Like the rest of you, I have relationships in many different networks. Church is just one of them. My observation is that people are getting angry at levels I have not seen before–the economics crisis, the bailouts of banks, the bailout of industries with employees who make $70 per hour, the subsidization of housing for those who signed ARM notes, the lack of regulation of financial industries, and on and on it goes.
I wonder if the church is prepared for this time. No, actually I don’t wonder. I believe it is not. For a long time the church has gotten by with its emphasis on forgiveness. So far so good. If all is justice, then we are all doomed. Mercy must have the final word. But along the way the church has neglected another truth – virtue leads to true happiness. It is the good man, the good woman who can be truly happy. I think the church is distrustful of that message. The Protestant emphasis on justification through faith alone apart from works remains true. It is the jewel in the crown of the Reformation. But the church has an incipient distrust of virtue, lest it be seen somehow compromising the imputed righteousness of Christ through which we alone stand before God as accepted.

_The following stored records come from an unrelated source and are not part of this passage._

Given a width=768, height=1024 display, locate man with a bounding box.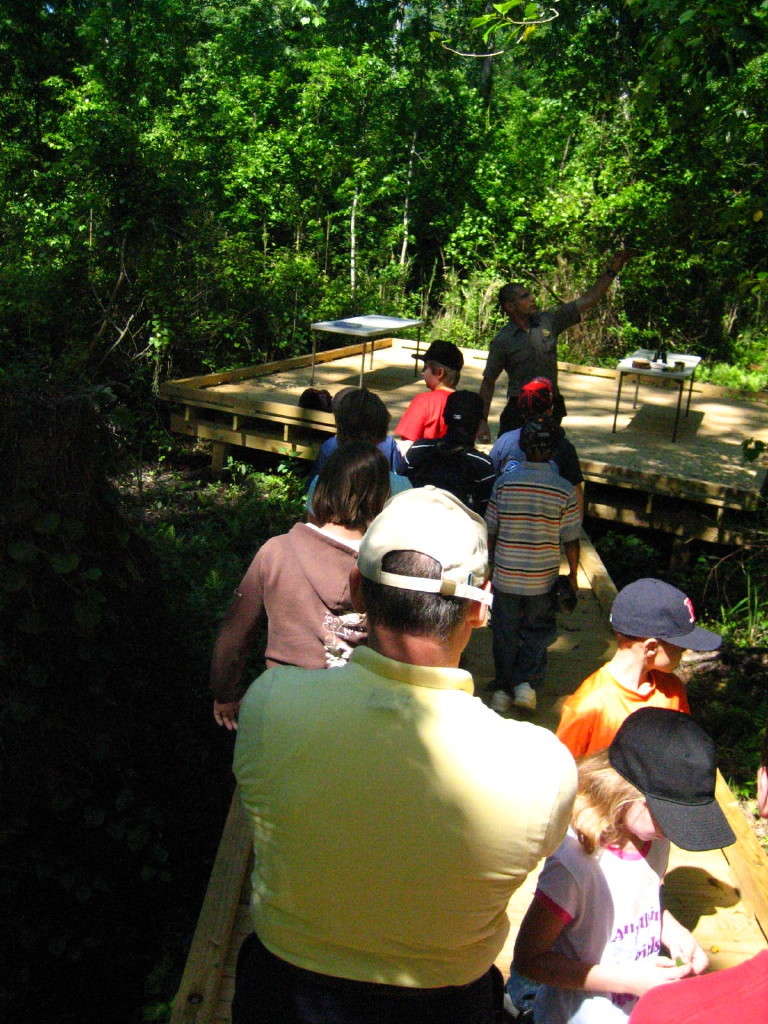
Located: (left=479, top=253, right=622, bottom=436).
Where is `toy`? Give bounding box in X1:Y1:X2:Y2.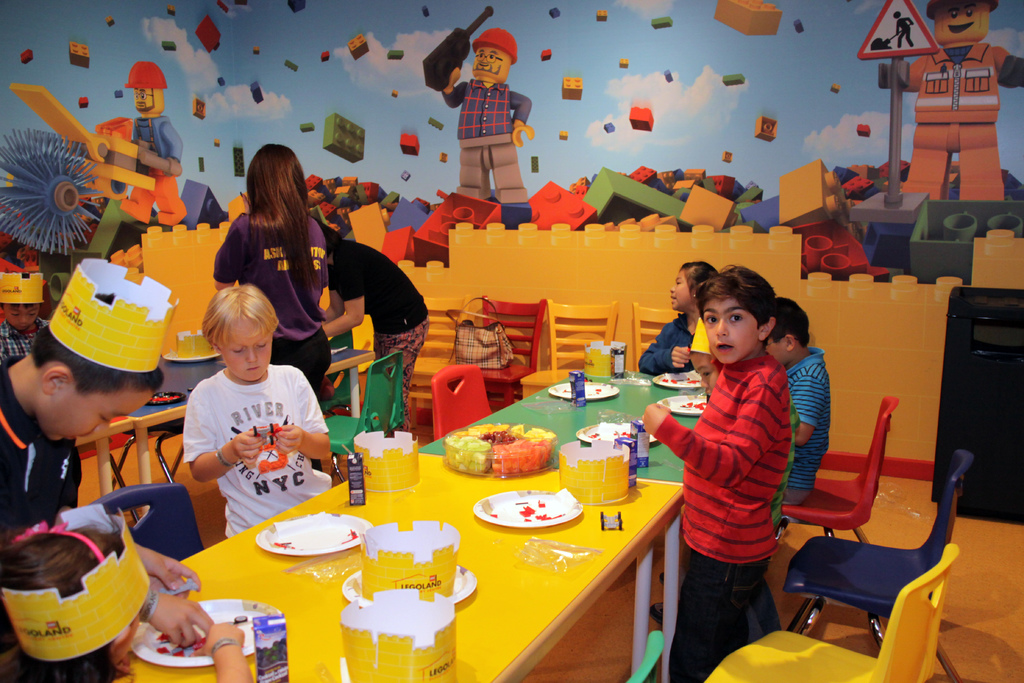
907:202:1023:282.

We need a fuller dose of Thomas Aquinas in addition to Augustine. We need to return to the Sermon on the Mount as a guide to a life well lived. The bottom line is this: those who live lives that center on self and willing to compromise God’s commands should sacrifice happiness. And the church’s role is not to diminish that principle. A hard day’s work, paying one’s debts, refusing to buy what one cannot pay for, not stealing but giving, not taking but giving, keeping one’s word and fulfilling one’s obligations lead to true happiness. Any other kind of life, forgivenes or no forgivenss, will make bad men of us all and keep us from the life of blessedness.
Am I commending a works salvation? Absolutely not. I am simply stating what the Bible says in so many passages. A life with God without a commitment to holiness cannot be a well-lived life. I believe the church should return to the teaching of the blessedness of virtue. I mean to post more on this. For now, let it be said that our government has decided to bless behaviors that fall beneath the good, the true and the beautiful. We will pay for this in spades. Pretty soon the church had better start producing people who pay more debts, live more frugally, envy less, love more, etc., or we are useless to our neighbor and to God.
Forgiveness is the watch spring of the Christian life, but it is a gift to an end, a life lived to God and a life lived to bless my neighbor.